Kamala Harris’ Smart Move Revealed 

Vice President Kamala Harris may be doing her campaign a whole lot of good by not focusing on her race as she campaigns, according to Former President Barack Obama’s chief campaign strategist, David Axelrod.

Axelrod told CNN News Central on Wednesday that the vice president is making the right move by not focusing on her gender and race. Axelrod reminded Harris that she was not running to be the first  Black woman president but the president of the United States.

“I heard my really dear friend, and she is, Congresswoman Schakowsky, leaning into ‘I’m so excited. This is a historic thing a Black woman’ and so on. You don’t hear Kamala Harris saying that, and she’s smart not to,” Axelrod said. “She’s not running to be the first Black woman president. She’s running to be president of the United States, and she thinks she’s the best qualified and the most representative of this country as a whole, and that’s how she should run. And that’s how people should talk about her. You know, the fact is her supporters should talk about why she’s the strongest candidate, not that she’s a historic candidate. “Everybody can see that, but that’s not enough to bring the voters who they need to come along.”

Despite Harris’ silence on race, it still remains the main talking point among Republicans and Democrats. Republicans have put Harris under the microscope since she announced her candidacy. Rep. Tim Burchett (R-TN), in an X post, labeled Harris a diversity, equity and inclusion (DEI) hire while blasting the media for going silent on President Joe Biden’s

“The incompetency level is at an all-time high in Washington. The media propped up this president, lied to the American people for three years, and then dumped him for our DEI vice president,” Burchett wrote.

CNN host Brianna Keilar falsely accused Republicans who label Harris a DEI hire as racists.

“We heard Congressman Tim Burchett calling Vice President Harris a DEI hire, which has kind of almost become this veiled slur, I think, because we see people using it when it doesn’t even make sense. People who weren’t hired but maybe were elected,” Keilar began. “And what we see is this tends to be something that is only said about people of color or people who are not men.”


#### [Exercise]
Leaving out all pictures, return exactly the lines from the one that contains "Annotate this image: element" through the end of the data below.

══════

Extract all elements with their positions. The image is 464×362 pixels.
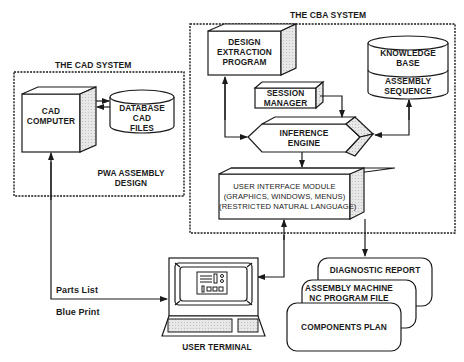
assembly-sequence-label: ASSEMBLY SEQUENCE [368,76,448,96]
user-interface-label: USER INTERFACE MODULE (GRAPHICS, WINDOWS… [219,182,350,212]
cad-computer-label: CAD COMPUTER [22,106,80,126]
inference-engine-label: INFERENCE ENGINE [262,128,346,148]
database-label: DATABASE CAD FILES [110,103,174,133]
knowledge-base-label: KNOWLEDGE BASE [368,48,448,68]
session-manager-label: SESSION MANAGER [255,88,316,108]
parts-list-label: Parts List [56,285,98,295]
nc-program-label: ASSEMBLY MACHINE NC PROGRAM FILE [292,283,406,303]
diagnostic-report-label: DIAGNOSTIC REPORT [318,265,432,275]
components-plan-label: COMPONENTS PLAN [287,322,401,332]
user-terminal-icon [162,258,265,336]
design-extraction-label: DESIGN EXTRACTION PROGRAM [208,37,281,67]
user-terminal-label: USER TERMINAL [172,342,262,352]
cad-db-arrows [96,101,110,107]
cba-system-title: THE CBA SYSTEM [290,10,366,20]
ui-terminal-connector [258,220,284,277]
pwa-assembly-caption: PWA ASSEMBLY DESIGN [86,168,176,188]
blue-print-label: Blue Print [56,307,100,317]
cad-system-title: THE CAD SYSTEM [55,60,132,70]
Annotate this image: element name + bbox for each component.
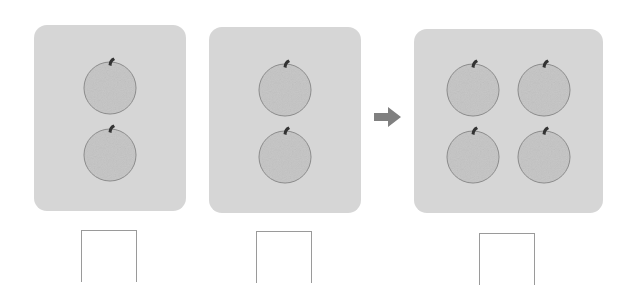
apple-icon [444,124,502,184]
group-1-panel [34,25,186,211]
apple-icon [256,124,314,184]
answer-box-total[interactable] [479,233,535,285]
apple-icon [515,124,573,184]
apple-icon [444,57,502,117]
answer-box-group-2[interactable] [256,231,312,283]
apple-icon [256,57,314,117]
apple-icon [515,57,573,117]
apple-icon [81,55,139,115]
right-arrow-icon [374,106,402,128]
answer-box-group-1[interactable] [81,230,137,282]
apple-icon [81,122,139,182]
total-panel [414,29,603,213]
group-2-panel [209,27,361,213]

══════

#### [Answer space]
Annotate this image: element name + bbox for each component.
apple-icon [444,124,502,184]
group-1-panel [34,25,186,211]
apple-icon [256,124,314,184]
answer-box-total[interactable] [479,233,535,285]
apple-icon [515,124,573,184]
apple-icon [444,57,502,117]
answer-box-group-2[interactable] [256,231,312,283]
apple-icon [256,57,314,117]
apple-icon [515,57,573,117]
apple-icon [81,55,139,115]
right-arrow-icon [374,106,402,128]
answer-box-group-1[interactable] [81,230,137,282]
apple-icon [81,122,139,182]
total-panel [414,29,603,213]
group-2-panel [209,27,361,213]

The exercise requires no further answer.